Music critic Tim Sommer tries to explain that the Joshua Tree is not a great album.
The rest of the article is here:
U2’s ‘The Joshua Tree’ Isn’t the Masterpiece You Remember | | Observer
Tim Sommer - The Observer
Just goes to show that not even what is arguably the greatest album of all time is not immune to criticism based on hidden contempt for the band in general.
U2’s ‘The Joshua Tree’ Isn’t the Masterpiece You Remember
Alternately ecstatic and underwhelming, historic and histrionic, powerful and vague, The Joshua Tree is half a masterpiece.
U2’s The Joshua Tree turns 30 this week, an event to be celebrated by a tour, a series of commemorative plates from the Franklin Mint, and a newly discovered Irish moss to be named Polytrichum Piliferum Joshuam.
U2’s fifth studio album is a testimony to the churning, night-purple planetarium of starry majesty they could harness and wrap around the simplest frames, while at the same time exposing the band’s distressing and consistent habit of turning on autopilot halfway through an album.
The Joshua Tree is also a masterclass in the act of transparent but effective appropriation, something U2 have always been very, very good at. Like David Bowie (or Led Zeppelin and R.E.M.), the sheer weight of U2’s personality and charismatic energy allows them to get away with the most basic thievery: in their hands, it doesn’t feel like plagiarism, but like a redistribution of deserving and lesser-known art to the masses.
First, let’s talk about an absolutely integral aspect of The Joshua Tree: we’ll call this “The Phone Book Phenomenon.”
This is one of the truly remarkable things about The Joshua Tree—if you just listen to the first side, you’re fairly convinced that you’re hearing one of the greatest classic rock albums of all time; but once you hit the second side (beginning with track six, “Red Hill Mining Town”), U2 are playing the phone book.
The rest of the article is here:
U2’s ‘The Joshua Tree’ Isn’t the Masterpiece You Remember | | Observer
Tim Sommer - The Observer
Just goes to show that not even what is arguably the greatest album of all time is not immune to criticism based on hidden contempt for the band in general.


**Exercise aim**
Copy each line that includes the string "swatch" from the material into your answer.
********
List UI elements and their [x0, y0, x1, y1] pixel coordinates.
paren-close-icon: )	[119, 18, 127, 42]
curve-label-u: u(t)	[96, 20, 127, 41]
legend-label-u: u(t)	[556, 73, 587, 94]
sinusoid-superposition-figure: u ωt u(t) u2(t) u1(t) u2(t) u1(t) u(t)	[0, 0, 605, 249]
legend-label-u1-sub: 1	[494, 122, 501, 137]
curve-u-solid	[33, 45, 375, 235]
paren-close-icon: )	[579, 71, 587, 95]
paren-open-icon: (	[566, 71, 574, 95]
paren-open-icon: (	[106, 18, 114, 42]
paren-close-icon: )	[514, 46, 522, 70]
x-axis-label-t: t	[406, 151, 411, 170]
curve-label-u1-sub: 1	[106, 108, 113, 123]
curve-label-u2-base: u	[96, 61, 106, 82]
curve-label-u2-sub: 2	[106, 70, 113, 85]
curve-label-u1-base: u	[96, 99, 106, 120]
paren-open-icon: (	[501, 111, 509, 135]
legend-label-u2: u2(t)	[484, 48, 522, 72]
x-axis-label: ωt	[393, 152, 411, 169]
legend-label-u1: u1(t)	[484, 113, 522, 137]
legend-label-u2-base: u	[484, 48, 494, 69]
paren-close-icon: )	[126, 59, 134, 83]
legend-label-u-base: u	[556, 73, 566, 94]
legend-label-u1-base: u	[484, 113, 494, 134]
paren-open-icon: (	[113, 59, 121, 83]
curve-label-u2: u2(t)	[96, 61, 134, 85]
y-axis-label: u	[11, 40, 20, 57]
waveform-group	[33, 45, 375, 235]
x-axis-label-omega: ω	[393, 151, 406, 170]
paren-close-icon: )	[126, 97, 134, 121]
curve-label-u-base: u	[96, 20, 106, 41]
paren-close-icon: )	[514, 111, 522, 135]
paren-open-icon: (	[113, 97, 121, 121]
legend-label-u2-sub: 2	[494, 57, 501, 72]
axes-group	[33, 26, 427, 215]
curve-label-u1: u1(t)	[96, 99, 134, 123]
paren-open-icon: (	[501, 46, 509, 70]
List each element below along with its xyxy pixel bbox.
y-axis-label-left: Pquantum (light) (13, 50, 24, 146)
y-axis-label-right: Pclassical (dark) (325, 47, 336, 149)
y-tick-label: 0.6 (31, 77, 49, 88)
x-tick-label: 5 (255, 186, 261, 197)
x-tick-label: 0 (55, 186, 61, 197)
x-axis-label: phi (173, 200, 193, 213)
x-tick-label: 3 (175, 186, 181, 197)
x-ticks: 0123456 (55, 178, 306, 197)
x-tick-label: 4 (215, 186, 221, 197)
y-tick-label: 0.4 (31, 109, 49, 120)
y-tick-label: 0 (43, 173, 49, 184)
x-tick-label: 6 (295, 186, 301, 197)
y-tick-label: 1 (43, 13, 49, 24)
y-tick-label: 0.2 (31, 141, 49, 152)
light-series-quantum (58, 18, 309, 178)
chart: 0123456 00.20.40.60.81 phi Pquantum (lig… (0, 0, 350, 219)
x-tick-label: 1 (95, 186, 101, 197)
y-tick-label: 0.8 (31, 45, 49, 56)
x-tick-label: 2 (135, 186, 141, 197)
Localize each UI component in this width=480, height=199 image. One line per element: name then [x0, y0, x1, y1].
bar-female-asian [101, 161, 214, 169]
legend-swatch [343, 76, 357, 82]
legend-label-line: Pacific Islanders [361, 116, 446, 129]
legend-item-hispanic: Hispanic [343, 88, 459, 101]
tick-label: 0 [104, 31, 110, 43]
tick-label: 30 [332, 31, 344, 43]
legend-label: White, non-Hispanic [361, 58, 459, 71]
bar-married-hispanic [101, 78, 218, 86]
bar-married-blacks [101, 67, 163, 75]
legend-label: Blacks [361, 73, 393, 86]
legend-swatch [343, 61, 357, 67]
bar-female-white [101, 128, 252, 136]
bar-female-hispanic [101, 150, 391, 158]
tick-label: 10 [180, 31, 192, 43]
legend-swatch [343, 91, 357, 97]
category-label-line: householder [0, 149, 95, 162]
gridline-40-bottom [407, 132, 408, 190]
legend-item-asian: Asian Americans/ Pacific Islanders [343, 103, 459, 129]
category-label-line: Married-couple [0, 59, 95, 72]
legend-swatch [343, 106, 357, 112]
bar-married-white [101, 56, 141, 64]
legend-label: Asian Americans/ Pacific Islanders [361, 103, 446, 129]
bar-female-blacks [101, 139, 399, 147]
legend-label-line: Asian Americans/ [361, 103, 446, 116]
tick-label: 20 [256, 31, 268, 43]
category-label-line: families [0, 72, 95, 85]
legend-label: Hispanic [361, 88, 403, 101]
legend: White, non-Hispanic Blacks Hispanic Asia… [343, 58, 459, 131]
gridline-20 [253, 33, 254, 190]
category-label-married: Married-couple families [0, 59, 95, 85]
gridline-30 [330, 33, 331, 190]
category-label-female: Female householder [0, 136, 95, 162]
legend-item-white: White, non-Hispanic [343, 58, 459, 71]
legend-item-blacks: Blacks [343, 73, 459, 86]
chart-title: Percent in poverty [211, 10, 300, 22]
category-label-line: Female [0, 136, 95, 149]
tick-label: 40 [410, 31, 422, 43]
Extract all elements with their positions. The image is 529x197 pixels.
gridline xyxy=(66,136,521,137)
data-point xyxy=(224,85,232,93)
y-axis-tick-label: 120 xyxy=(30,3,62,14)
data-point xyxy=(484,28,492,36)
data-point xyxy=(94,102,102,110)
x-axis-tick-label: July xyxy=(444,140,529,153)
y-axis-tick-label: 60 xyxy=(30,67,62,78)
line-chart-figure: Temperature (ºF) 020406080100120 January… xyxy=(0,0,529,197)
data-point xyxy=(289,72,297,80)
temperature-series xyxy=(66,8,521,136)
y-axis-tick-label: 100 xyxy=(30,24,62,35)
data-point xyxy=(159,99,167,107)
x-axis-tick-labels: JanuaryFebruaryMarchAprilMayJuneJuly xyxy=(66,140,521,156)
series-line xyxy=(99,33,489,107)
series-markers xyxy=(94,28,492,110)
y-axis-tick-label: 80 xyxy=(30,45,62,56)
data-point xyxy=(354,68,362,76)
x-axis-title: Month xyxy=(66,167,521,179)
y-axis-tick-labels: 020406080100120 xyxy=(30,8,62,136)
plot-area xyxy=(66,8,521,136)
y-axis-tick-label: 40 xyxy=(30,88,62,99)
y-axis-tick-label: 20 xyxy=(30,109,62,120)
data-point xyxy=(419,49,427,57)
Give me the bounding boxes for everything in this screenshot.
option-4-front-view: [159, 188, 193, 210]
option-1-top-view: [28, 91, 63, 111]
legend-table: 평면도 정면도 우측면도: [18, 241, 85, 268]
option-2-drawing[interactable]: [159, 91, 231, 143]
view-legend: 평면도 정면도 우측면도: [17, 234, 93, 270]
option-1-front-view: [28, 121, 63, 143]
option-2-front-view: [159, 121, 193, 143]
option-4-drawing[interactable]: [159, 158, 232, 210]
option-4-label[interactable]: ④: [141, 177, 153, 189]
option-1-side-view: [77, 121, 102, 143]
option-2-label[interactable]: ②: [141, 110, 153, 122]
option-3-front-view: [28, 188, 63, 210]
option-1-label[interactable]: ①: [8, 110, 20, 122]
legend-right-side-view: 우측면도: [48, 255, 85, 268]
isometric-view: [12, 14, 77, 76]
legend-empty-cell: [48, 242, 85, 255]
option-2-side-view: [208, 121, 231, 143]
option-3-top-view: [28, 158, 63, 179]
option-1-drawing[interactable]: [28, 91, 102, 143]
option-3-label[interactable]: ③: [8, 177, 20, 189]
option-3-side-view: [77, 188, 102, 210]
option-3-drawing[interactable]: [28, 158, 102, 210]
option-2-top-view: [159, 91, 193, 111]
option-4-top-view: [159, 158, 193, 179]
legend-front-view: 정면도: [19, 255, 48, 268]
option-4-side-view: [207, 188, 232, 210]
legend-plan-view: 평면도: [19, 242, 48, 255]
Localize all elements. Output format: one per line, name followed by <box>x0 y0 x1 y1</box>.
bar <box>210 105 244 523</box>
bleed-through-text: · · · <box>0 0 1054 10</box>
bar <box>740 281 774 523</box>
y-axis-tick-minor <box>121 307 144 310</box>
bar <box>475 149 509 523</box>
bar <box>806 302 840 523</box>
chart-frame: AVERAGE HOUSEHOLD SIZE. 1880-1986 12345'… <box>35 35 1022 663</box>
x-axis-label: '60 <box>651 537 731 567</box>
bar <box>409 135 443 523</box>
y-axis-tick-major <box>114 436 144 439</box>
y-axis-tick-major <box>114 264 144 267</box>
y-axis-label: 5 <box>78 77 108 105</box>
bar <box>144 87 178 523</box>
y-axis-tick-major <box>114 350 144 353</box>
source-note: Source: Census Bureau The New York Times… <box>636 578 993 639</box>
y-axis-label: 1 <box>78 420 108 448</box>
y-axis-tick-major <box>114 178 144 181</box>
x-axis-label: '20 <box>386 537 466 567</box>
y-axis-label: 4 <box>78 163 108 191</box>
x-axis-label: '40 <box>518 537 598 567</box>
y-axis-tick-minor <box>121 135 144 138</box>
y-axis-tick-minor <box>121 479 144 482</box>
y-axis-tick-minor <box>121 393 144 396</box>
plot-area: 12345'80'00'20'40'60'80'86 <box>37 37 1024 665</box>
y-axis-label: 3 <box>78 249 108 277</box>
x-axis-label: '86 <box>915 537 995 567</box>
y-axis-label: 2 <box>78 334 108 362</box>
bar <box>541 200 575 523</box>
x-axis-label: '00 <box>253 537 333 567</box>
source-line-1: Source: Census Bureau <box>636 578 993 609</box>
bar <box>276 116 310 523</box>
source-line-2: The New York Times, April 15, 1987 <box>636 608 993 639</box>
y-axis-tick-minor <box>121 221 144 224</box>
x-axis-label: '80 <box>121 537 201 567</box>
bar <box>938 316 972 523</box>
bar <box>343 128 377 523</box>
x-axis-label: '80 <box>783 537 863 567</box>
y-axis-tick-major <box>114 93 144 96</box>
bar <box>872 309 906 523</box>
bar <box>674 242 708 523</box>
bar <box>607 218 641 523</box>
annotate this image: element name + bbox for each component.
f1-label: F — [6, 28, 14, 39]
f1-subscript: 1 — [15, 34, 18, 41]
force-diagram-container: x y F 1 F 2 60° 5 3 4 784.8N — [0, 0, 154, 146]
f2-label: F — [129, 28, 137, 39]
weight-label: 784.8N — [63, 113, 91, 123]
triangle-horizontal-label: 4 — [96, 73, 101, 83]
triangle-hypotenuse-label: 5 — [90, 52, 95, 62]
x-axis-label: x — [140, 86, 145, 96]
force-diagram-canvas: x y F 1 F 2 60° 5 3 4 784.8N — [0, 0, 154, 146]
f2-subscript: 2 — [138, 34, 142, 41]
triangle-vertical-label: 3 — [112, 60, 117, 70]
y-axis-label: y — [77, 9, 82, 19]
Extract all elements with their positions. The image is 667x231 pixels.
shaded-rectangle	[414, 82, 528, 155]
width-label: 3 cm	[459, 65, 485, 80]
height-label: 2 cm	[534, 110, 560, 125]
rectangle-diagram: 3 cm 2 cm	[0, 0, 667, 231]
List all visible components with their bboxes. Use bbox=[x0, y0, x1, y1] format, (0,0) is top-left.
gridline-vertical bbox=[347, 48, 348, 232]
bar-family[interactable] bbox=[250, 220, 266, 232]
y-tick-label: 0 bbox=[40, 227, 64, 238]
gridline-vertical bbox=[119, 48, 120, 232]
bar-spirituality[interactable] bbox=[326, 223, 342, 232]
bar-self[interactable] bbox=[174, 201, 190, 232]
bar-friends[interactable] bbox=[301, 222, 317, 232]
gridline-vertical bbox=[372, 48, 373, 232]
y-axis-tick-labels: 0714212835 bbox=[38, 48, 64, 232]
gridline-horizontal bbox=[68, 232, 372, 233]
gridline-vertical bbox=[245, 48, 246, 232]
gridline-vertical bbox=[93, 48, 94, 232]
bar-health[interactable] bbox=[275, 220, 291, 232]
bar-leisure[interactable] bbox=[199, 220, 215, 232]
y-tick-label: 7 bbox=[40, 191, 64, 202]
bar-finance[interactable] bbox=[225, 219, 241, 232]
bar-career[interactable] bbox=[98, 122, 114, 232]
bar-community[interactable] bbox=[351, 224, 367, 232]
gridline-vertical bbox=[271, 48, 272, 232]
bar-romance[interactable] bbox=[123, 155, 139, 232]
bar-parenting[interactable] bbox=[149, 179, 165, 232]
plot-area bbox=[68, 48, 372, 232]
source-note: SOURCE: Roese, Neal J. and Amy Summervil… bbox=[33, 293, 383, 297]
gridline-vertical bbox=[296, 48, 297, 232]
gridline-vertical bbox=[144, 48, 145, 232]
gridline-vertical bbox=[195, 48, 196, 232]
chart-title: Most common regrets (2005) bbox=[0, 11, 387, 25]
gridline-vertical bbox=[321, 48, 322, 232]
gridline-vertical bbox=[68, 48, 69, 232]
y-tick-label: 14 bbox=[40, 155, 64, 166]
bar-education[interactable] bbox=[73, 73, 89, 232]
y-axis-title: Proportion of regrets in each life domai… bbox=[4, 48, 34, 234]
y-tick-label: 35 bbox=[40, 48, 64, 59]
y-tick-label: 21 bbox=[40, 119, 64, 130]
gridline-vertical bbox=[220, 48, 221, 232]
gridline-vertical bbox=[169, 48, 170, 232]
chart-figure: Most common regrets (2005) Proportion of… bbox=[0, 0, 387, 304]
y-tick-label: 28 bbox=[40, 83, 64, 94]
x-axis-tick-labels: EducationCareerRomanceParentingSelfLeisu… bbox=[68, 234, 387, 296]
********
**Answer to the exercise**
legend-swatch [343, 76, 357, 82]
legend-swatch [343, 61, 357, 67]
legend-swatch [343, 91, 357, 97]
legend-swatch [343, 106, 357, 112]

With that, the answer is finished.